Copy all data exactly. Skip pictures.

++++++++

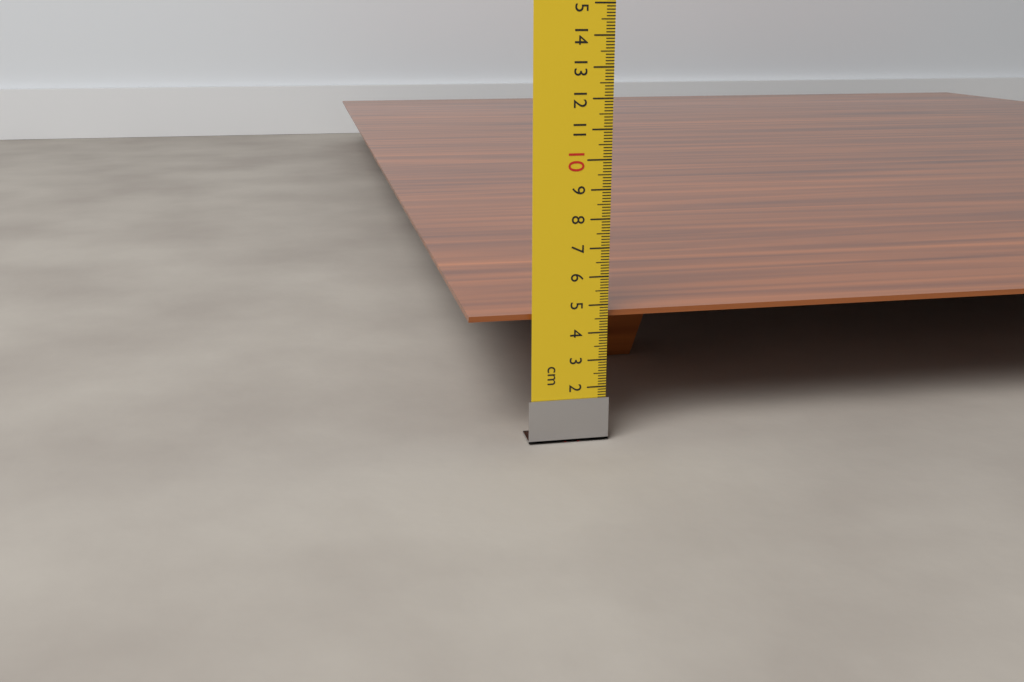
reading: 4.7 cm
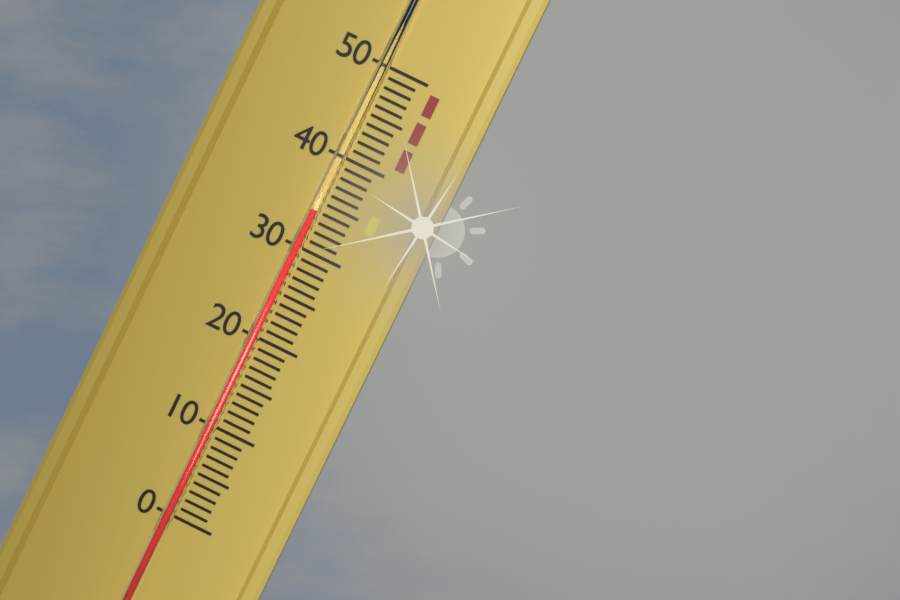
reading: 34 (no unit)
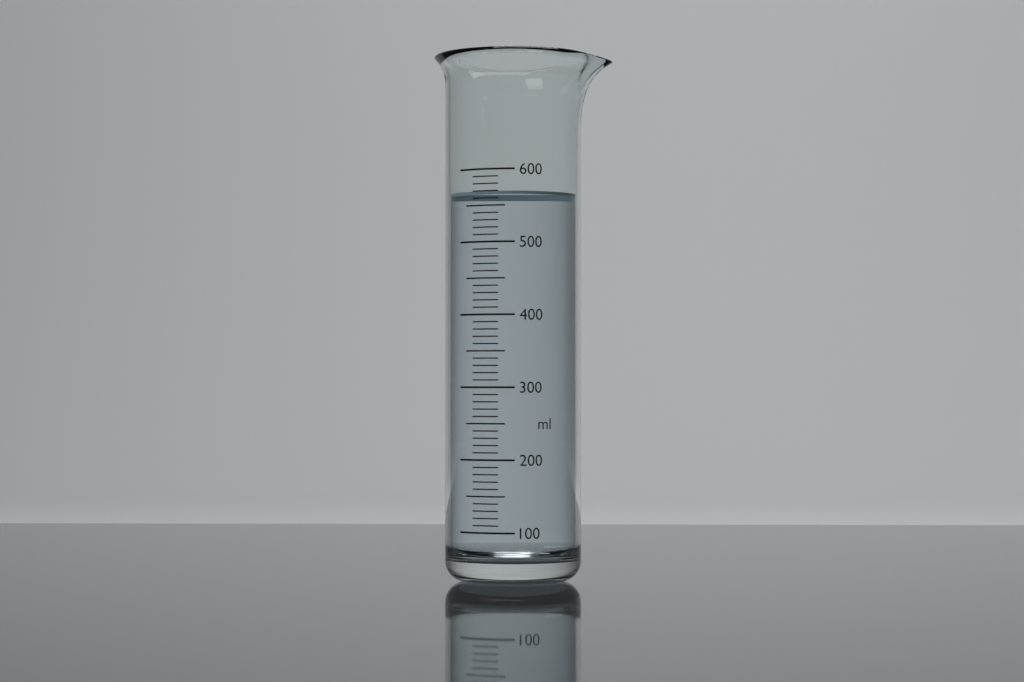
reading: 570 ml
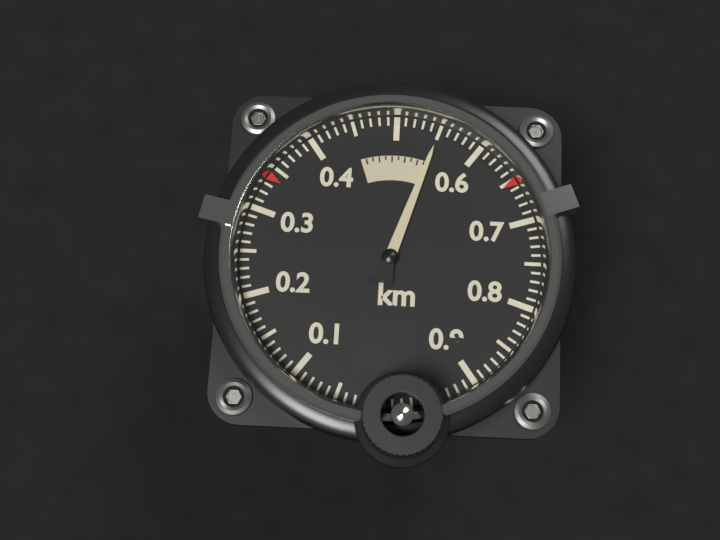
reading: 0.55 km
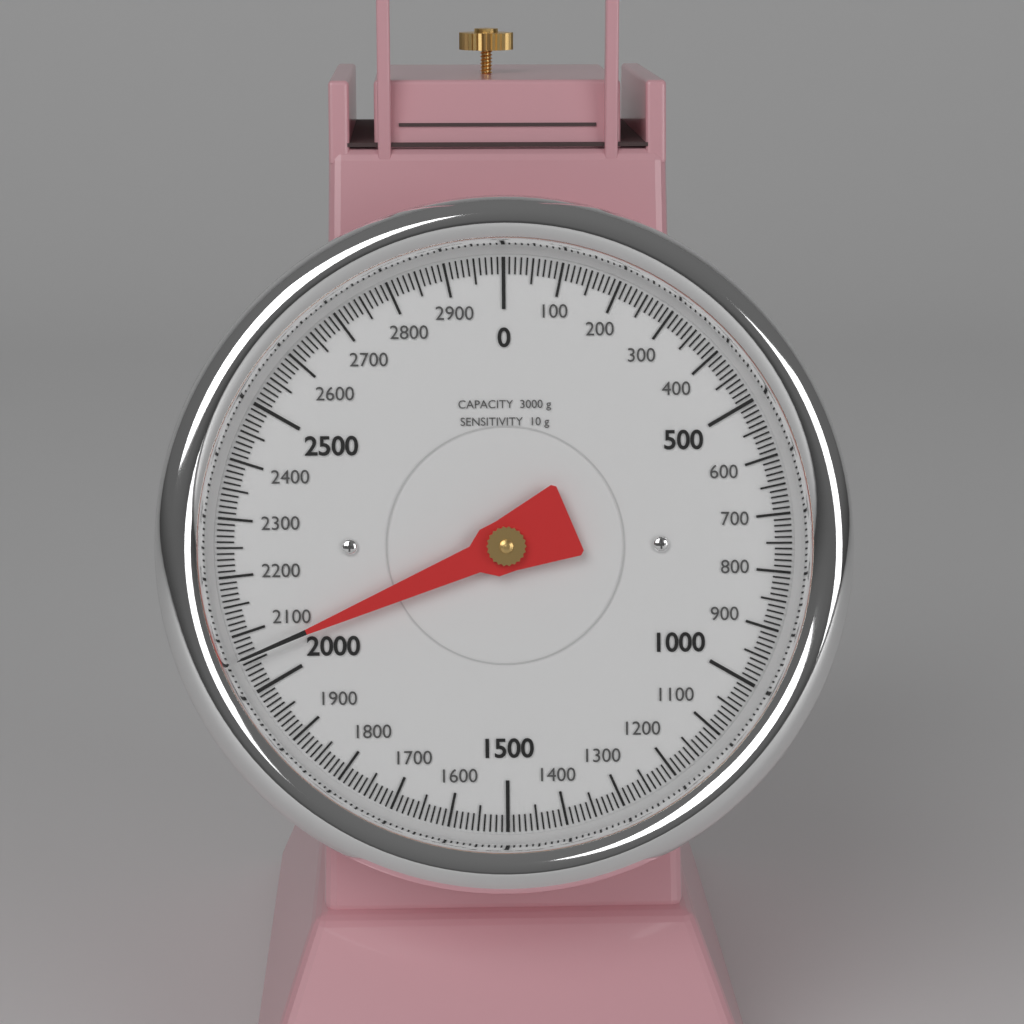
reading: 2060 g
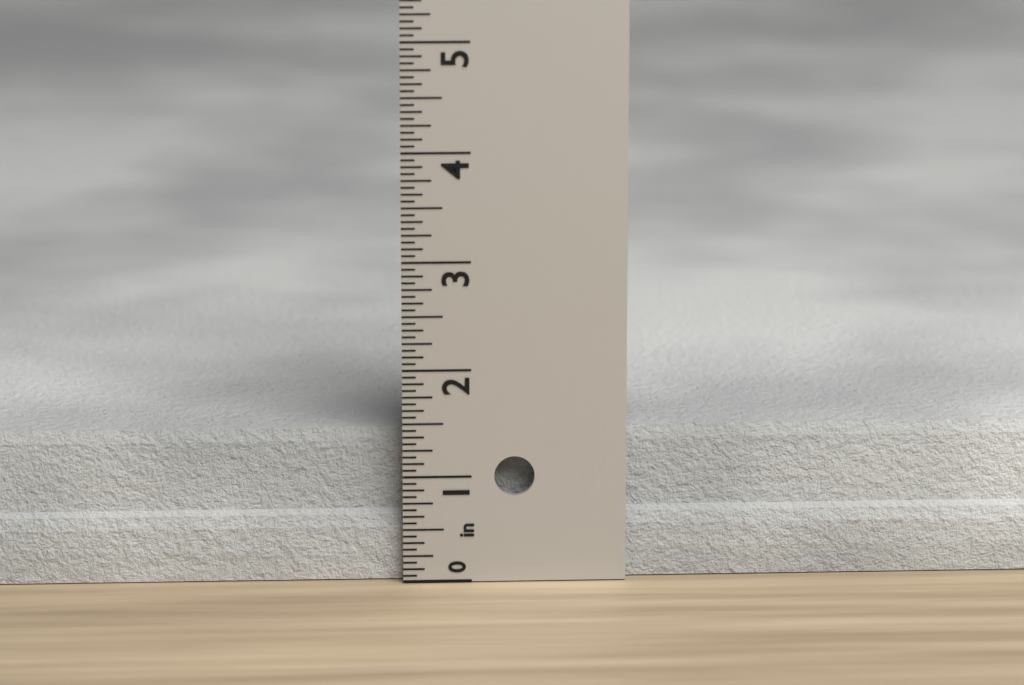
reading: 1.3750 in
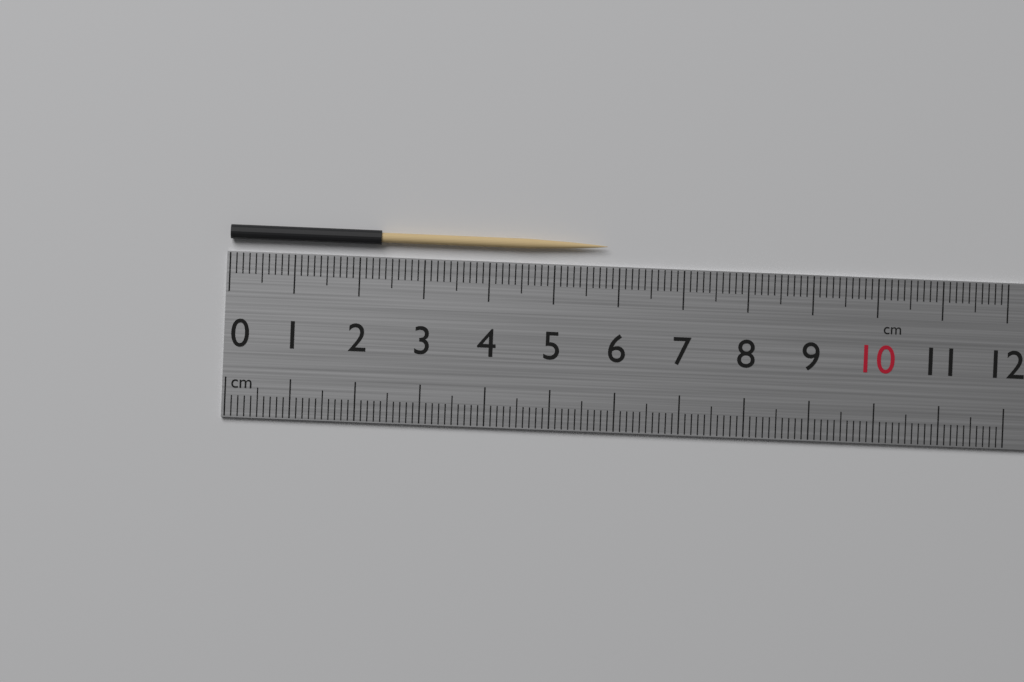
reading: 5.8 cm
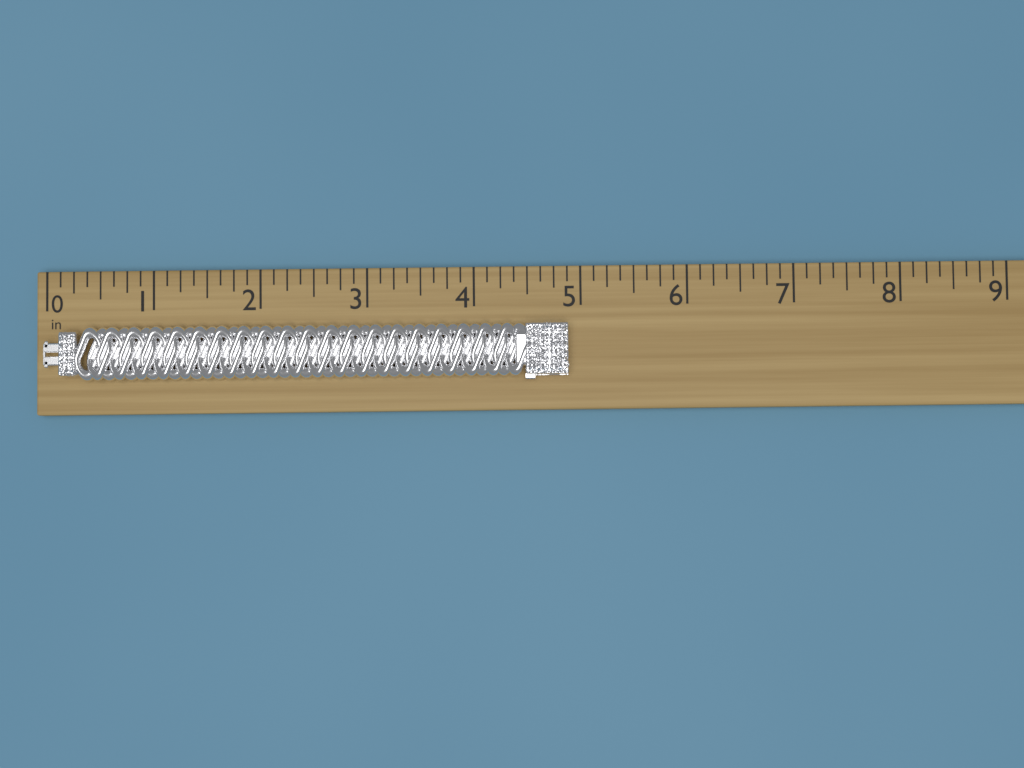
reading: 4.875 in
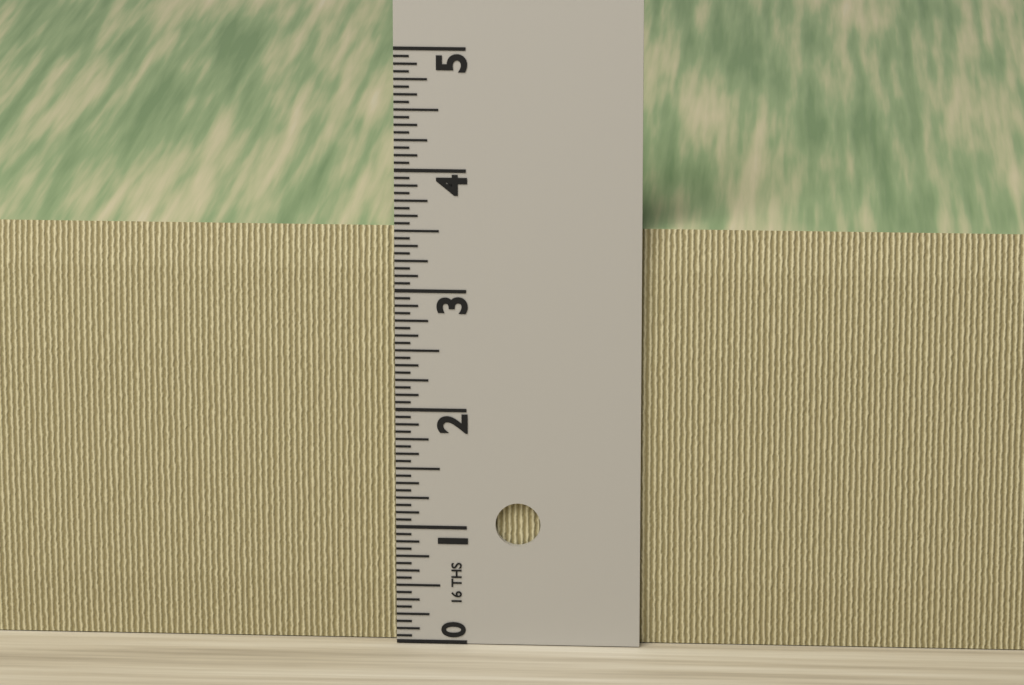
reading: 3.5000 in
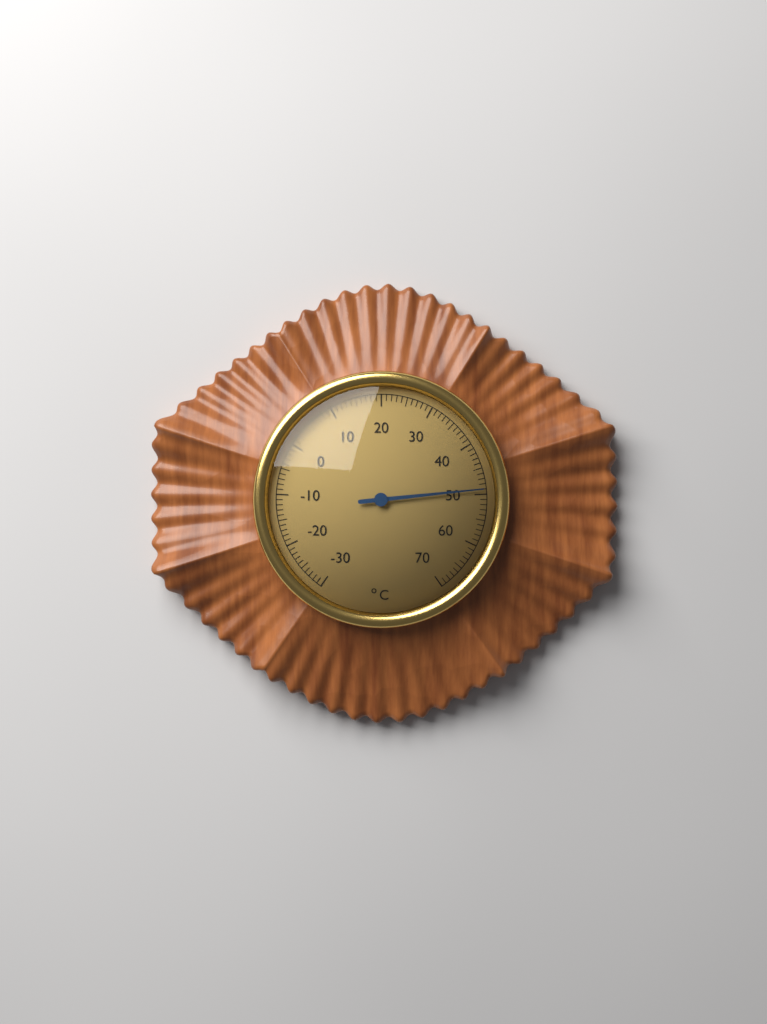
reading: 49 °C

++++++++

= REPLY =
reading: 4.7 cm
reading: 34 (no unit)
reading: 570 ml
reading: 0.55 km
reading: 2060 g
reading: 1.3750 in
reading: 5.8 cm
reading: 4.875 in
reading: 3.5000 in
reading: 49 °C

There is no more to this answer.